His critical reputation has suffered from the many minor works he produced during his later years. Related Paintings of Pierre-Auguste Renoir :. | Dance at Le Moulin de la Galette | Rosenhain | Woman At The Well, | Femme a leventail | Roses | Related Artists:
Meyer, JeremiahEnglish Painter, 1735-1789
German enameller and painter, active in England. He was the son of a portrait painter at the court of W?rttemberg. He arrived in England c. 1749 and studied in London at St Martin's Lane Academy and then (1757-8) under Christian Friedrich Zincke; as a result of this training, much of Meyer's early work was painted on enamel. He exhibited (1760-67) at the Society of Artists and in 1761 was awarded its gold medal for a profile portrait of George III. In 1762 he became a naturalized Englishman. That year he was appointed miniature painter to Queen Charlotte and in 1764 painter in enamel to the King. Meyer was a founder-member of the Royal Academy and exhibited miniatures, enamels and watercolours there (1769-83).
ZUCCARO TaddeoItalian Mannerist Painter, 1529-1566
Painter and draughtsman. Taught to draw by his father, at the age of 14 he went alone to Rome where, according to Vasari, he was employed in various workshops and studied independently, particularly the works of Raphael. Through assisting Daniele de Porri (1500-77), who had trained in Parma, he learnt of the work of Correggio and Parmigianino. He first became known for his paintings on fa?ades, notably scenes from the Story of Furius Camillus on the palazzo of a Roman nobleman Jacopo Matteo, executed in 1548. Vasari claimed that Taddeo's fa?ade decorations equalled those of Polidoro da Caravaggio; none survives, although some are documented in drawings (e.g. London, BM; Paris, Louvre) and show his assimilation of Polidoro's style. Taddeo's earliest extant works date from 1553 when he collaborated with Prospero Fontana on the decoration (part destr.) of the villa of Pope Julius III outside the Porta del Popolo in Rome; Taddeo's contributions included scenes of The Seasons in the loggia of the nymphaeum. In these, clarity of form and space, natural proportions and idealization of human form demonstrate his affinity with the classicism of the High Renaissance. He also assimilated the sculptural sensibility of Mannerism, derived from Michelangelo.

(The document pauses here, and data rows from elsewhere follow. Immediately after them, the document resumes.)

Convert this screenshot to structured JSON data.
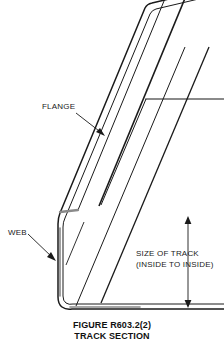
{
  "figure": {
    "caption_line1": "FIGURE R603.2(2)",
    "caption_line2": "TRACK SECTION",
    "labels": {
      "flange": "FLANGE",
      "web": "WEB",
      "dimension_line1": "SIZE OF TRACK",
      "dimension_line2": "(INSIDE TO INSIDE)"
    },
    "colors": {
      "background": "#ffffff",
      "line": "#1a1a1a",
      "shading": "#8a8a8a",
      "text": "#111111"
    }
  }
}
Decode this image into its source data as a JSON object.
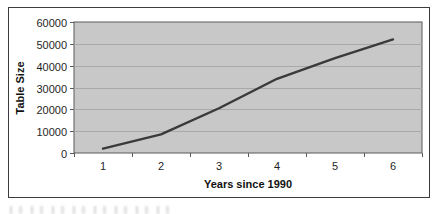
{
  "figure": {
    "y_axis_title": "Table Size",
    "x_axis_title": "Years since 1990"
  },
  "chart_data": {
    "type": "line",
    "title": "",
    "xlabel": "Years since 1990",
    "ylabel": "Table Size",
    "categories": [
      "1",
      "2",
      "3",
      "4",
      "5",
      "6"
    ],
    "values": [
      2000,
      8500,
      20500,
      34000,
      43500,
      52000
    ],
    "ylim": [
      0,
      60000
    ],
    "ytick_interval": 10000,
    "ytick_labels": [
      "0",
      "10000",
      "20000",
      "30000",
      "40000",
      "50000",
      "60000"
    ],
    "grid": true,
    "legend_position": "none",
    "colors": {
      "plot_area_fill": "#c8c8c8",
      "gridline": "#a9a9a9",
      "series_line": "#3a3a3a",
      "axis_line": "#5a5a5a",
      "frame_border": "#3c3c3c",
      "axis_text": "#1f1f1f",
      "chart_background": "#ffffff"
    }
  }
}
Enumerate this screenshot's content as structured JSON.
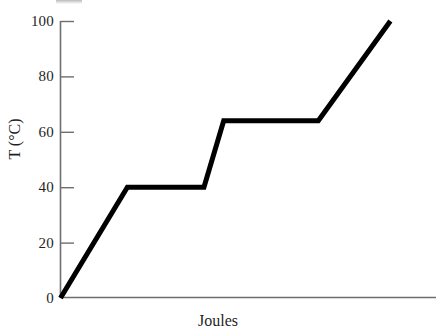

Pierre-Henri de Valenciennes (December 6, 1750 - February 16, 1819) was a French painter.
Valenciennes worked in Rome from 1778 to 1782, where he made a number of landscape studies directly from nature, sometimes painting the same set of trees or house at different times of day.He theorized on this idea in Advice to a Student on Painting, Particularly on Landscape (1800), developing a concept of a "landscape portrait" in which the artist paints a landscape directly while looking upon it, taking care to capture its particular details.Although he spoke of this as a type of painting mainly of interest to "amateurs", as distinguished from the higher art of the academies, he found it of great interest, and of his own works the surviving landscape portraits have been the most noted by later commentators. He in particular urged artists to capture the distinctive details of a scene's architecture, dress, agriculture, and so on, in order to give the landscape a sense of belonging to a specific place; in this he probably influenced other French artists active in Italy who took an anthropological approach to painting rural areas and customs, such as Hubert Robert, Pierre-Athanase Chauvin and Achille-Etna Michallon.